Elisabeth Reichart is one of the most important and provocative writers to emerge from postwar Austria. This book includes a translation of La Valse, a collection of short stories in which Reichart directs her critical gaze at the hidden power struggles and unacknowledged hierarchies that dehumanize interpersonal relations. In the title story, the narrator, raped as a child by her father, spins wildly to Ravel's "La Valse" until she falls from dizziness, suggesting the will to escape patriarchal abuse, but also the difficulty of such an attempt. Each of the subsequent stories follows the movements of a waltz gone brutally awry.

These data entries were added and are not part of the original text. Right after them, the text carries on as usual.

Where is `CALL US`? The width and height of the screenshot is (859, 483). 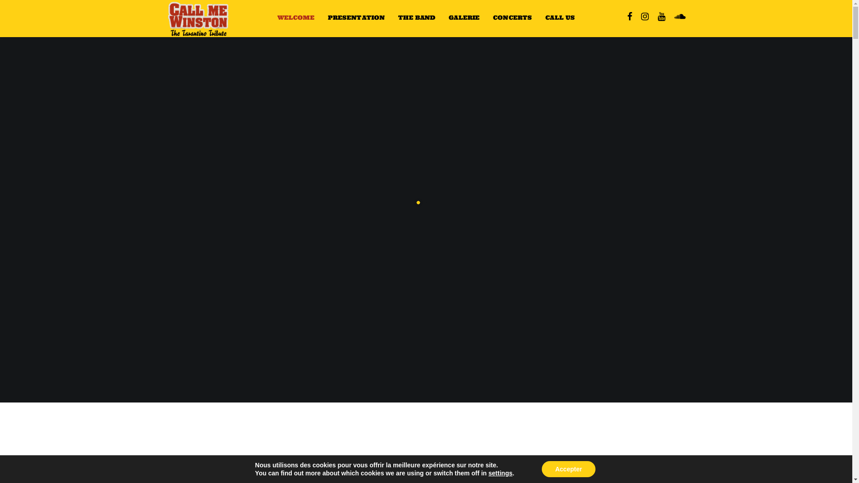 CALL US is located at coordinates (560, 18).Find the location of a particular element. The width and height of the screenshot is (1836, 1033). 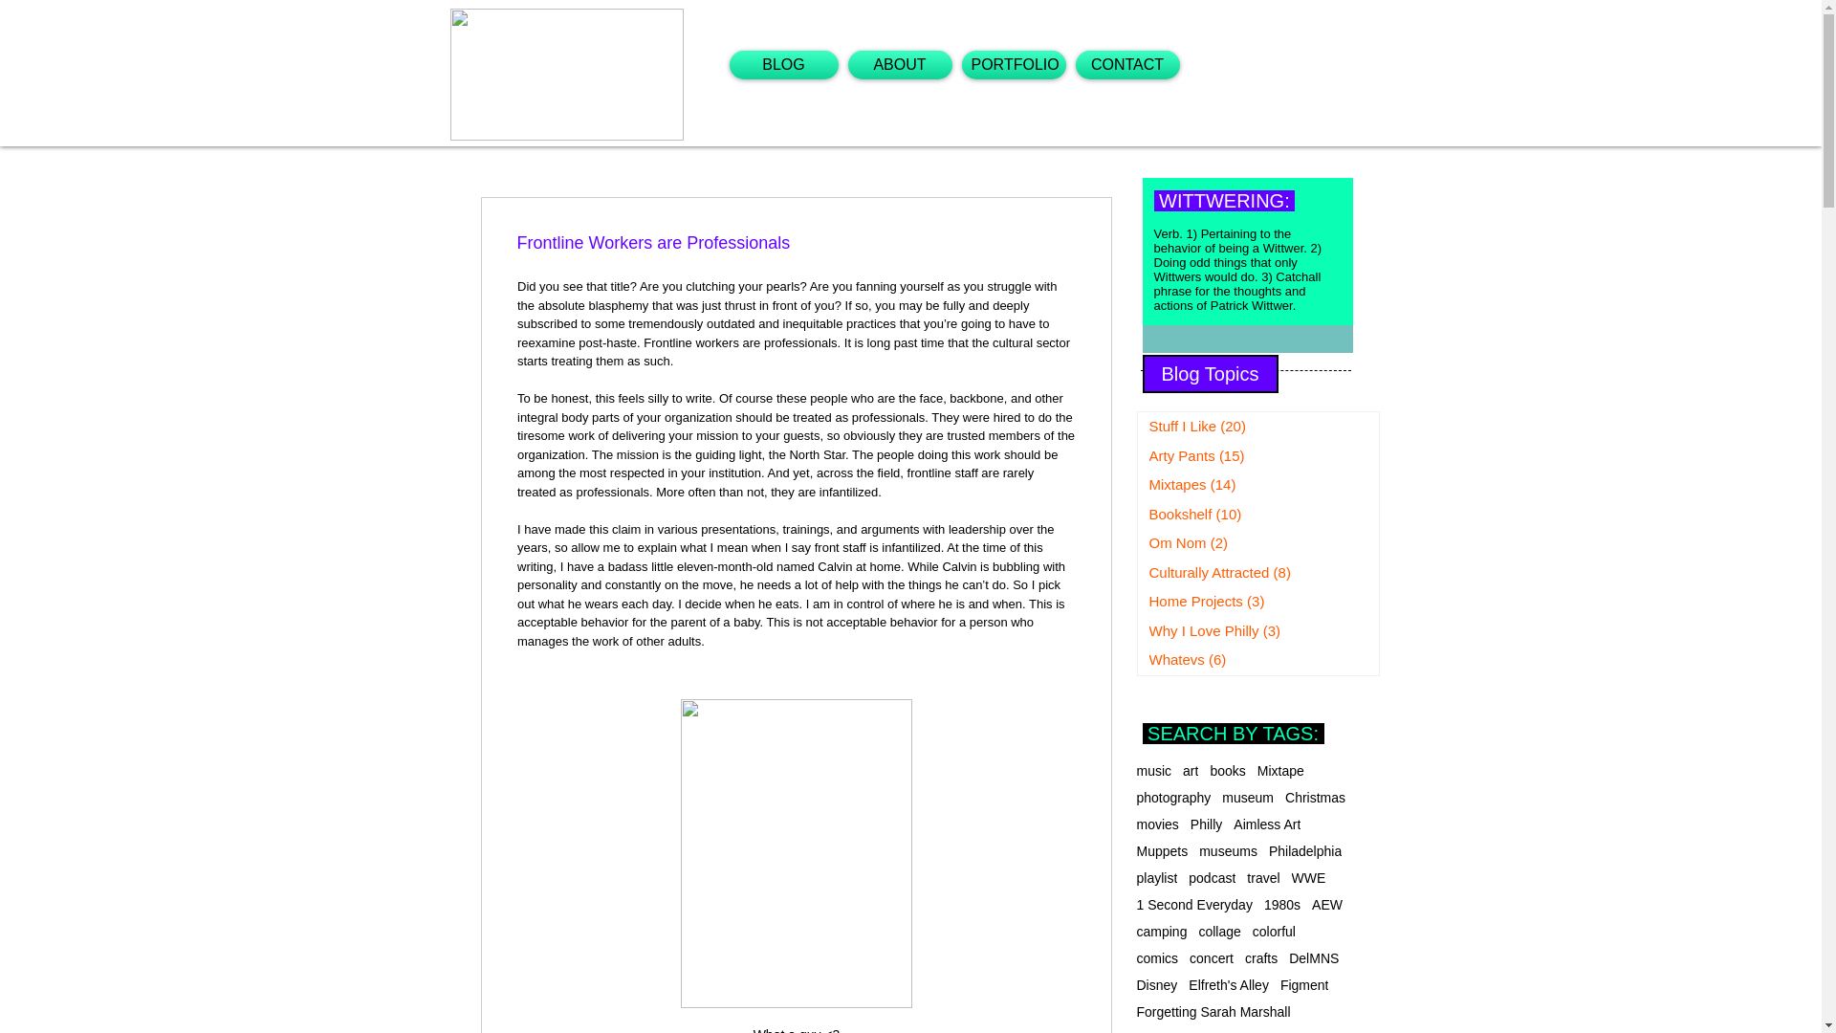

Aimless Art is located at coordinates (1266, 824).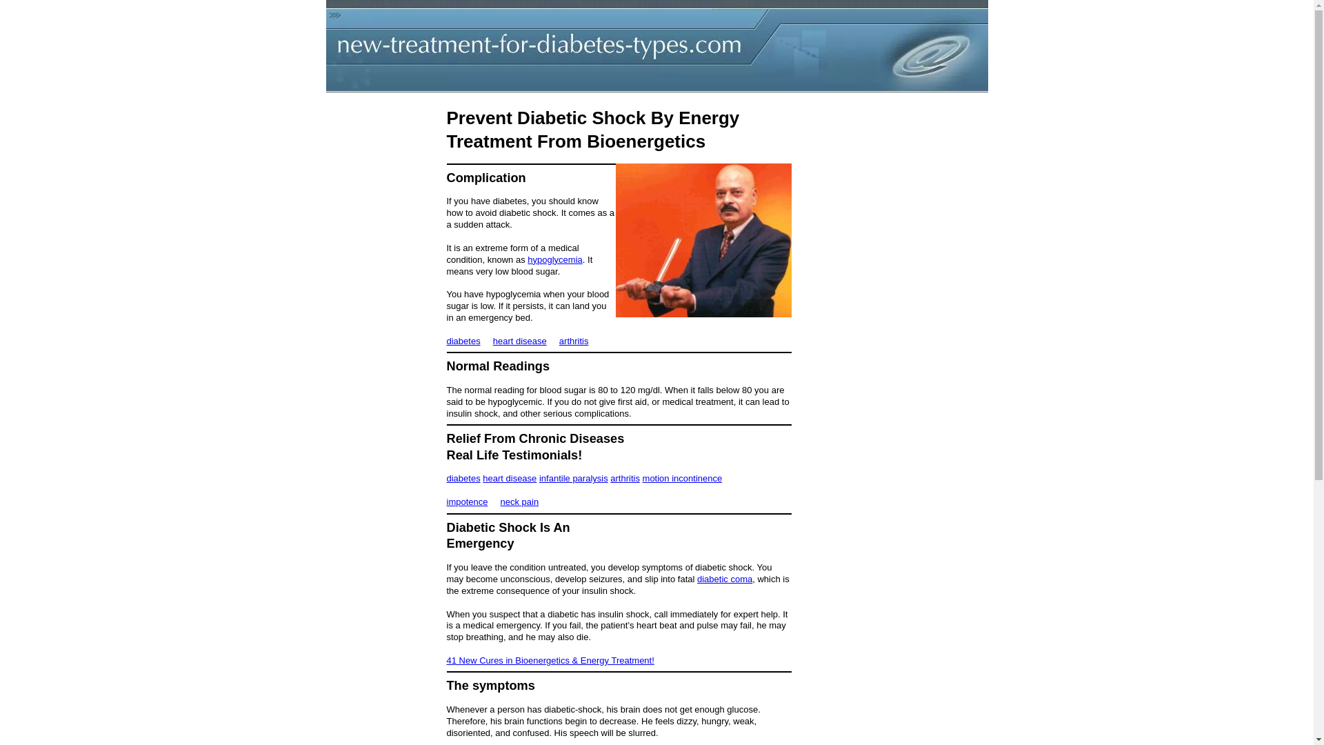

Also offered here is Foreign, Reichart's first stage piece which dramatizes the struggles of a woman who refused to fall silent, who continued to write in the face of complete powerlessness. The work is based on the historical figure Helene von Druskowitz, a female Wunderkind, who wrote prolifically, usually under a pseudonym, one of which was "Foreign." A classic example of the "madwoman in the attic," her genius earned her not recognition but internment in an insane asylum, where she remained until her death twenty-seven years later.Elisabeth Reichart was born in 1953 near Linz in Upper Austria. She became instantly well known upon publication of her bestselling first novel, Februarschatten (1984; translated in 1985 as February Shadows). Since then, she has written numerous novels, short stories, and dramatic works, and has received many of Austria's most prestigious literary prizes, including most recently the Musil-Stipendium and the Würdigungspreis.
Linda C. DeMeritt is Professor of German in the Department of Modern and Classical Languages at Allegheny College. She is the author of German Grammar and New Subjectivity and Prose Forms of Alienation: Peter Handke and Botho Strauss.